Selling Cooking to Non-Cooks ON THE FOOD NETWORK: LUST, WEIRDOS, SATURATED FAT
By Katrina Brooker

(FORTUNE Magazine) – Just two years ago the Food Network was a flop. Ratings were so low they were almost undetectable. During one ten-month stretch, there were three different owners and three different CEOs. One former employee recalls getting hired and laid off in the space of just three weeks because, she was told, the network couldn't afford her $15,000-a-year salary.

Then, in June 1996, Erica Gruen, a fast-talking, no-fuss New Yorker, took over as CEO. "People said I was making a big career mistake," she says. But to Gruen, fixing the Food Network was a no-brainer. Dump the has-been chefs, she declared. Out with the talking-head-behind-a-stove. Stop lecturing viewers--entertain them!

Gruen introduced offbeat programs like Ready-Set-Cook, a game show that pits celebrity chefs against each other, and Surreal Gourmet, which features bizarre recipes like dishwater-poached salmon. One giant new hit, Two Fat Ladies, follows two, well, fat British women who ride around on their motorcycle and sidecar, extolling the virtues of butter, mayonnaise, and clotted cream.

Whereas the Food Network used to bring in 62-year-old housewives in droves, it's now hot with urban hipsters who think cooking means toasting a bagel. "It's weird," concedes 23-year-old Eric Schmeltzer when asked why he watches the Food Network--let alone why he runs a Website devoted to the channel. The self-professed "macho man," who lives in Washington, D.C., claims he can barely boil water. "But it's the same reason I watch sports--[cooking] is something that I really can't do, so I like to watch someone who can."

Someone like Emeril. The network's new No. 1 show, Emeril Live, isn't about cooking. It's about lust. It's about viewers hungering for a swarthy, 37-year-old chef, Emeril Lagasse, who oozes sex appeal as he sweats over his boiling pots. Last fall, when the network set up a hot line to give away tickets for Emeril, 50,000 fans called within 22 minutes. "Emeril is starting to act like Elvis," sniffs Hartford Courant TV critic James Endrst.

Snobs be damned. This cooking Elvis has helped double the Food Network's subscriber base to 32 million viewers. With 75,000 prime-time viewers, ratings are twice what they were two years ago--still tiny, but the audience is a favorite with advertisers: high income, highly educated, ages 25 to 55. Last year the network signed on more than 80 new advertisers, including AT&T, American Express, and Toyota. After losing piles of cash since its 1993 launch, the Food Network is finally expected to break even next year on revenues of $40 million.

This is good news for the network's parent company, Cincinnati-based E.W. Scripps. Analysts say the Food Network's success has helped boost Scripps' stock price by 40% during the past 12 months. Scripps CEO William Burleigh is pleased by the network's ratings--and smitten by Two Fat Ladies. "I'm hooked," he says, "on those crazy ladies on the motorcycles."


**Task goal:** Your response should be an exact reproduction of the data below, beginning at the line containing "xyxy pixel coordinates" and ending with the final line.

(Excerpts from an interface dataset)
+-------+

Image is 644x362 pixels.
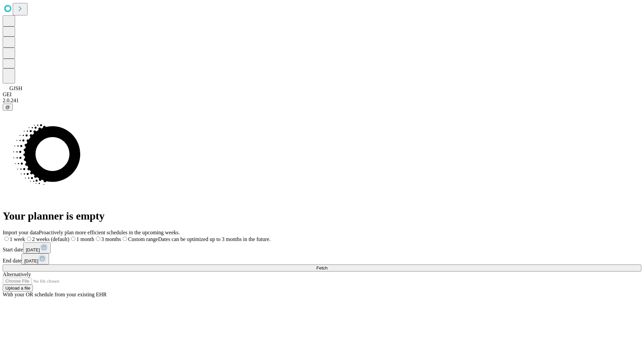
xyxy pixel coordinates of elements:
span: Dates can be optimized up to 3 months in the future. [158,237,271,242]
button: Fetch [2,265,642,272]
span: 1 week [10,237,25,242]
span: [DATE] [24,259,38,264]
span: With your OR schedule from your existing EHR [2,292,107,297]
div: GEI [2,91,642,98]
input: 2 weeks (default) [27,237,32,242]
span: 3 months [101,237,121,242]
span: GJSH [9,86,22,91]
div: Start date [2,242,642,254]
span: Alternatively [2,272,31,277]
span: @ [5,105,10,110]
input: 1 week [4,237,9,242]
span: 2 weeks (default) [32,237,70,242]
span: 1 month [76,237,95,242]
span: Import your data [2,230,39,236]
span: Fetch [316,266,327,271]
span: Custom range [128,237,158,242]
span: Proactively plan more efficient schedules in the upcoming weeks. [39,230,180,236]
button: [DATE] [22,254,49,265]
h1: Your planner is empty [2,210,642,223]
div: 2.0.241 [2,98,642,104]
input: 3 months [96,237,100,242]
input: Custom rangeDates can be optimized up to 3 months in the future. [123,237,127,242]
div: End date [2,254,642,265]
input: 1 month [71,237,76,242]
span: [DATE] [26,247,40,252]
button: Upload a file [2,285,33,292]
button: [DATE] [23,242,51,254]
button: @ [2,104,12,110]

+-------+

**Task result:**
xyxy pixel coordinates of elements:
span: Dates can be optimized up to 3 months in the future. [158,237,271,242]
button: Fetch [2,265,642,272]
span: 1 week [10,237,25,242]
span: [DATE] [24,259,38,264]
span: With your OR schedule from your existing EHR [2,292,107,297]
div: GEI [2,91,642,98]
input: 2 weeks (default) [27,237,32,242]
span: 3 months [101,237,121,242]
span: GJSH [9,86,22,91]
div: Start date [2,242,642,254]
span: Alternatively [2,272,31,277]
span: @ [5,105,10,110]
input: 1 week [4,237,9,242]
span: 2 weeks (default) [32,237,70,242]
span: 1 month [76,237,95,242]
span: Import your data [2,230,39,236]
span: Fetch [316,266,327,271]
span: Custom range [128,237,158,242]
span: Proactively plan more efficient schedules in the upcoming weeks. [39,230,180,236]
button: [DATE] [22,254,49,265]
h1: Your planner is empty [2,210,642,223]
div: 2.0.241 [2,98,642,104]
input: 3 months [96,237,100,242]
input: Custom rangeDates can be optimized up to 3 months in the future. [123,237,127,242]
div: End date [2,254,642,265]
input: 1 month [71,237,76,242]
span: [DATE] [26,247,40,252]
button: Upload a file [2,285,33,292]
button: [DATE] [23,242,51,254]
button: @ [2,104,12,110]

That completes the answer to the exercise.